Capt. Jeremy Fowler, Charlie Company’s commander, said that most of the soldiers he is working with on this mission are veterans like Mourning, and their experience shows.
“Patrolling is part of what we did in Iraq,” Fowler said Wednesday, as he and his company sweltered through their second night based in the stale gymnasium of L.B. Landry High School.
His soldiers learned many new skills in Iraq, Fowler said, “but the biggest one is just being able to interact with people. These guys are very at ease walking down the street and talking to people.”
As for trouble, “it’s almost a sixth sense, if you will,” Fowler said. The soldiers “can tell when it’s just noisy, and when it’s dangerous, when to escalate.”
But for other soldiers, Katrina — not Iraq — has been their baptism by fire.
The Texas Army National Guard’s 133rd Field Artillery Co. (MP Provisional), had just adjusted to their new policing mission and completed a relatively quiet year at Fort Campbell, Ky., when called in as one of the first Guard units to respond to the crisis at the Superdome last week.
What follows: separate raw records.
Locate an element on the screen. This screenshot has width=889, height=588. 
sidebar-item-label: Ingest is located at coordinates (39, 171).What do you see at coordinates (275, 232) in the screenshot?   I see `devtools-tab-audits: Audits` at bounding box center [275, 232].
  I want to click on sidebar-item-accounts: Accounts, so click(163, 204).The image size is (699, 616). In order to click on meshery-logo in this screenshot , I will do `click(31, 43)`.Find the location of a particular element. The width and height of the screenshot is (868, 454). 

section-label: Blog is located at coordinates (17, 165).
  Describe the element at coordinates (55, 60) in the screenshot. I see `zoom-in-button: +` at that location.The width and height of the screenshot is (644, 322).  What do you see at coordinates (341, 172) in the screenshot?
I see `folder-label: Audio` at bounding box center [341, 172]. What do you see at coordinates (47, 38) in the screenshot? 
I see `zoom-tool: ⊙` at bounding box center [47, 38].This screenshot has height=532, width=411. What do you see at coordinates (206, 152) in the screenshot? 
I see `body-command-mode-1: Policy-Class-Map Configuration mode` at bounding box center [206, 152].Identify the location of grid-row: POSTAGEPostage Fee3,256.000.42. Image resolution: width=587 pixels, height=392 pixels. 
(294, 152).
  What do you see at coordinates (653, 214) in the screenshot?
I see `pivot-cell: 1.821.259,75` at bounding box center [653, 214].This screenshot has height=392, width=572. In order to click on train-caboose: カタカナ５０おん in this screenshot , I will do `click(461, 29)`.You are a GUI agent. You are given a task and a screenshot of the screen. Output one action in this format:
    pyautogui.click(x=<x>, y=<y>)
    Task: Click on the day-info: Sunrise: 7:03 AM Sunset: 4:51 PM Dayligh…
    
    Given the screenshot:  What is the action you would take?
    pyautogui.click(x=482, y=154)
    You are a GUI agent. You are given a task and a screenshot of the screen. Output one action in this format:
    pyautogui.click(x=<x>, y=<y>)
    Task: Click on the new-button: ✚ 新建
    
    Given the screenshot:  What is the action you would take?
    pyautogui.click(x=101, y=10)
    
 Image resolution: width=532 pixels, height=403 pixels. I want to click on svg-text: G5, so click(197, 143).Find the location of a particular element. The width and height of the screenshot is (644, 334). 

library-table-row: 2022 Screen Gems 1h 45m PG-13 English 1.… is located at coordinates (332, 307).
The Texas Guard is now working with the 1st Cavalry to provide security for Algiers, but their first task last week was to organize the crowd at the Superdome and load them in “an orderly fashion” onto waiting buses for evacuation.
The Texas soldiers were brought into downtown New Orleans by CH-46 helicopter Sept. 1, three nights after Katrina’s landfall, Sgt. Tracy LaRock said Wednesday night.
They were greeted by an estimated 20,000 hungry, thirsty, desperate evacuees.
The Guardsmen went in naked, so to speak; they had been ordered in advance to wear their weapons over their shoulders in order not to provoke the crowd — despite the fact that at least one sniper had already tried to shoot at a military helicopter from inside the dome.
“We began loading buses at 10:30 a.m.,” LaRock said. “At our peak, we were loading 12 [buses] at a time, [taking] maybe 20 minutes” to fill all dozen vehicles.
“It was probably the most concerned I’ve ever been for my personal safety,” LaRock said.